By Erica C. Barnett
Legislation would eliminate an early local appeal process that has delayed land use decisions a year or more drew the usual crowd of longtime Seattle property owners to City Council chambers on Wednesday, where they claimed the proposal would eliminate their “voice” in land use decisions and result in the “clear-cutting” of Seattle.
On the other side were environmentalists and housing advocates who argued that the lengthy delays that routinely bog down efforts to add housing contribute to sprawl, worsens pollution from cars, and exacerbates the affordability crisis that impacts Seattle’s growing renter majority.
In recent years, property owners have shifted away from saying out loud that renters will take away “their” street parking and harm their property values, a view that has become somewhat less acceptable amid a growing affordability crisis. Now, they insist that denser housing for renters will turn Seattle into a treeless desert and kill orcas and salmon.
Many of the opponents’ comments on Wednesday bore little relationship to reality. One speaker, for instance, falsely claimed the legislation would “eliminate environmental appeals on all city land use legislation and any city building project” at a time when the city experiences “heat islands because of clear-cutting thousands and thousands of mature trees” for development, which is also untrue.
Another speaker, who identified himself as a Seattle resident for more than 30 years, called the Ballard neighborhood—which has transformed over the past 20 years from sleepy fishing village to lively urban center with the addition of thousands of new residents—”an environmental disaster. … I lived in the New York City area. I moved from the East Coast to here to get away from that. And when I see Seattle changing into something that resembles New York City, it’s very sad to see that we’re going in that direction,” he said.
Other speakers claimed that eliminating administrative appeals would result in deaths due to heat islands caused by apartment construction, “take away the voice of the people” the same way Trump is trying to take away people’s voting rights, and, yes, kill orcas and salmon.
The actual proposal, which is sponsored by District 2 councilmember and land use committee chair Eddie Lin, is much more benign, though it’s obvious why density opponents are against it: The bill would eliminate their ability to delay changes to the city’s land use code by filing the equivalent of a complaint form with the city.
Currently, anyone can halt a proposed land use change in its tracks by paying $120 and filing an appeal with the city’s hearing examiner. Appeals at this level stop the legislative while it’s still ongoing, cutting off deliberation and debate while the hearing examiner considers whether the city has made the right determination about a proposal’s environmental impact.
This process rarely results in changes to legislation—between 2016 and 2026, just three appeals have even partially succeeded—but it does slow down proposals to allow more density in the city’s historic single-family enclaves: Over the last 10 years, cases have taken an average of 151 days to resolve, with two-thirds of all claims resulting in a dismissal or being withdrawn.
While Seattle has offered this “administrative” appeal process since the 1980s, other local jurisdictions, including King County and Bellevue, do not.
Lin’s legislation would get rid of this “pre-legislative” process, while still allowing appeals to the state’s Growth Management Hearings Board or King County Superior Court, which both occur after the city has adopted actual legislation, rather than while the deliberative process is still going on. Although many of the speakers at Wednesday’s hearing said eliminating hearing examiner appeals would “silence” their “voices,” that’s clearly not true: The city’s long-delayed Comprehensive Plan update is currently stalled indefinitely due to a legal appeal, demonstrating that density opponents don’t need a local process to prevent new housing in single-family neighborhoods.
House Our Neighbors co-executive director Jeff Paul, one of several public commenters who spoke in favor of Lin’s bill on Wednesday, said he was “remarkably frustrated,” as a lifelong environmentalist, to hear so many people claim that dense housing leads to environmental harm.
“According to every environmental scientist in the world, we have to massively reduce the amount of time that people spend driving in cars,” Paul said. “The only way that we can do that is build densely. Public transit only works when people have dense cities. It’s the most important single drawdown that we can do, and we needed to start five decades ago.” Yet Seattle homeowners are still busy “talking about [how] it’s so important that one person can stop the entire city from making decisions about what is going to happen with our land use and our ability to meaningfully address the climate crisis.”
Lin’s land use committee meets again, and is expected to take up the proposal, on July 15.


If more trees would save Orcas, Seattle’s 135,000 single family homeowners have more than enough space to plant a quarter million trees next weekend. Enough already. Put up or shut up.
Ballard was a “sleepy fishing village” twenty years ago? Was that back when you could take the Interurban out there for a nickel?
It felt that way to me when I lived there! Sometimes words are not literal.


- [Problem to work on]
Every record below should be repeated exactly. Omit the pictures.

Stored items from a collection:
****

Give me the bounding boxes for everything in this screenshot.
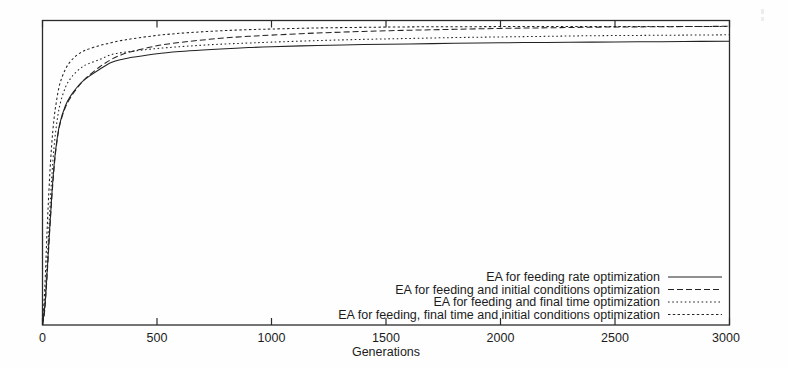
x-tick-label: 2000 <box>487 331 515 345</box>
x-tick-label: 3000 <box>712 331 740 345</box>
x-tick-label: 1000 <box>258 331 286 345</box>
x-tick-label: 500 <box>147 331 168 345</box>
figure-container: 0 500 1000 1500 2000 2500 3000 Generatio… <box>0 0 788 369</box>
legend-label: EA for feeding, final time and initial c… <box>338 308 660 322</box>
legend: EA for feeding rate optimization EA for … <box>338 270 722 322</box>
line-chart: 0 500 1000 1500 2000 2500 3000 Generatio… <box>0 0 788 369</box>
x-tick-label: 1500 <box>372 331 400 345</box>
x-tick-labels: 0 500 1000 1500 2000 2500 3000 <box>39 331 740 345</box>
scan-artifact <box>761 9 764 14</box>
x-axis-title: Generations <box>352 345 420 359</box>
x-tick-label: 2500 <box>601 331 629 345</box>
scan-artifact <box>761 17 764 21</box>
x-tick-label: 0 <box>39 331 46 345</box>
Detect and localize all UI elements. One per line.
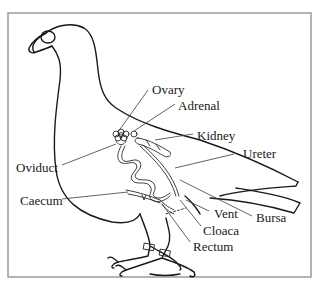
label-cloaca: Cloaca [203,223,239,238]
label-kidney: Kidney [197,128,236,143]
bird-anatomy-diagram: Ovary Adrenal Kidney Ureter Oviduct Caec… [0,0,317,285]
label-ureter: Ureter [243,146,277,161]
label-caecum: Caecum [20,193,63,208]
label-vent: Vent [214,206,238,221]
label-rectum: Rectum [193,239,233,254]
label-oviduct: Oviduct [16,160,58,175]
label-bursa: Bursa [256,210,287,225]
diagram-frame [8,13,311,277]
label-adrenal: Adrenal [178,98,220,113]
label-ovary: Ovary [152,82,185,97]
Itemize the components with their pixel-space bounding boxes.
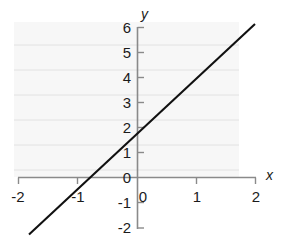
- y-tick-label-4: 4: [123, 69, 131, 86]
- y-tick-label-3: 3: [123, 94, 131, 111]
- line-chart: 6 5 4 3 2 1 0 -1 -2 -2 -1 0 1 2 y x: [0, 0, 287, 241]
- y-tick-label-5: 5: [123, 44, 131, 61]
- y-tick-label-0: 0: [123, 169, 131, 186]
- x-tick-label-2: 2: [252, 188, 260, 205]
- chart-canvas: 6 5 4 3 2 1 0 -1 -2 -2 -1 0 1 2 y x: [0, 0, 287, 241]
- y-tick-label-6: 6: [123, 19, 131, 36]
- x-tick-label-neg1: -1: [71, 188, 84, 205]
- y-axis-label: y: [140, 6, 149, 22]
- x-axis-label: x: [265, 167, 274, 183]
- y-tick-label-1: 1: [123, 144, 131, 161]
- x-tick-label-neg2: -2: [11, 188, 24, 205]
- y-tick-label-neg1: -1: [118, 194, 131, 211]
- y-tick-label-neg2: -2: [118, 219, 131, 236]
- x-tick-label-0: 0: [139, 188, 147, 205]
- y-tick-label-2: 2: [123, 119, 131, 136]
- x-tick-label-1: 1: [193, 188, 201, 205]
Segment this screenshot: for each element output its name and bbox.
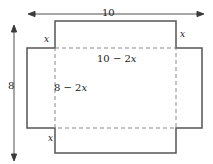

****

- [Your solution]
Give me the bounding boxes for everything in this screenshot.
x-tick-label: 2000 <box>487 331 515 345</box>
x-tick-label: 3000 <box>712 331 740 345</box>
x-tick-label: 1000 <box>258 331 286 345</box>
x-tick-label: 500 <box>147 331 168 345</box>
figure-container: 0 500 1000 1500 2000 2500 3000 Generatio… <box>0 0 788 369</box>
legend-label: EA for feeding, final time and initial c… <box>338 308 660 322</box>
legend: EA for feeding rate optimization EA for … <box>338 270 722 322</box>
line-chart: 0 500 1000 1500 2000 2500 3000 Generatio… <box>0 0 788 369</box>
x-tick-label: 1500 <box>372 331 400 345</box>
x-tick-labels: 0 500 1000 1500 2000 2500 3000 <box>39 331 740 345</box>
scan-artifact <box>761 9 764 14</box>
x-axis-title: Generations <box>352 345 420 359</box>
x-tick-label: 2500 <box>601 331 629 345</box>
scan-artifact <box>761 17 764 21</box>
x-tick-label: 0 <box>39 331 46 345</box>
Detect and localize all UI elements. One per line.
label-cloaca: Cloaca [203,223,239,238]
label-kidney: Kidney [197,128,236,143]
bird-anatomy-diagram: Ovary Adrenal Kidney Ureter Oviduct Caec… [0,0,317,285]
label-ureter: Ureter [243,146,277,161]
label-caecum: Caecum [20,193,63,208]
label-vent: Vent [214,206,238,221]
label-rectum: Rectum [193,239,233,254]
label-oviduct: Oviduct [16,160,58,175]
label-bursa: Bursa [256,210,287,225]
diagram-frame [8,13,311,277]
label-adrenal: Adrenal [178,98,220,113]
label-ovary: Ovary [152,82,185,97]
Itemize the components with their pixel-space bounding boxes.
- y-tick-label-4: 4: [123, 69, 131, 86]
- y-tick-label-3: 3: [123, 94, 131, 111]
- line-chart: 6 5 4 3 2 1 0 -1 -2 -2 -1 0 1 2 y x: [0, 0, 287, 241]
- y-tick-label-5: 5: [123, 44, 131, 61]
- y-tick-label-0: 0: [123, 169, 131, 186]
- x-tick-label-2: 2: [252, 188, 260, 205]
- chart-canvas: 6 5 4 3 2 1 0 -1 -2 -2 -1 0 1 2 y x: [0, 0, 287, 241]
- y-tick-label-6: 6: [123, 19, 131, 36]
- x-tick-label-neg1: -1: [71, 188, 84, 205]
- y-axis-label: y: [140, 6, 149, 22]
- x-axis-label: x: [265, 167, 274, 183]
- y-tick-label-1: 1: [123, 144, 131, 161]
- x-tick-label-neg2: -2: [11, 188, 24, 205]
- y-tick-label-neg1: -1: [118, 194, 131, 211]
- y-tick-label-neg2: -2: [118, 219, 131, 236]
- x-tick-label-0: 0: [139, 188, 147, 205]
- y-tick-label-2: 2: [123, 119, 131, 136]
- x-tick-label-1: 1: [193, 188, 201, 205]
Segment this screenshot: for each element output its name and bbox.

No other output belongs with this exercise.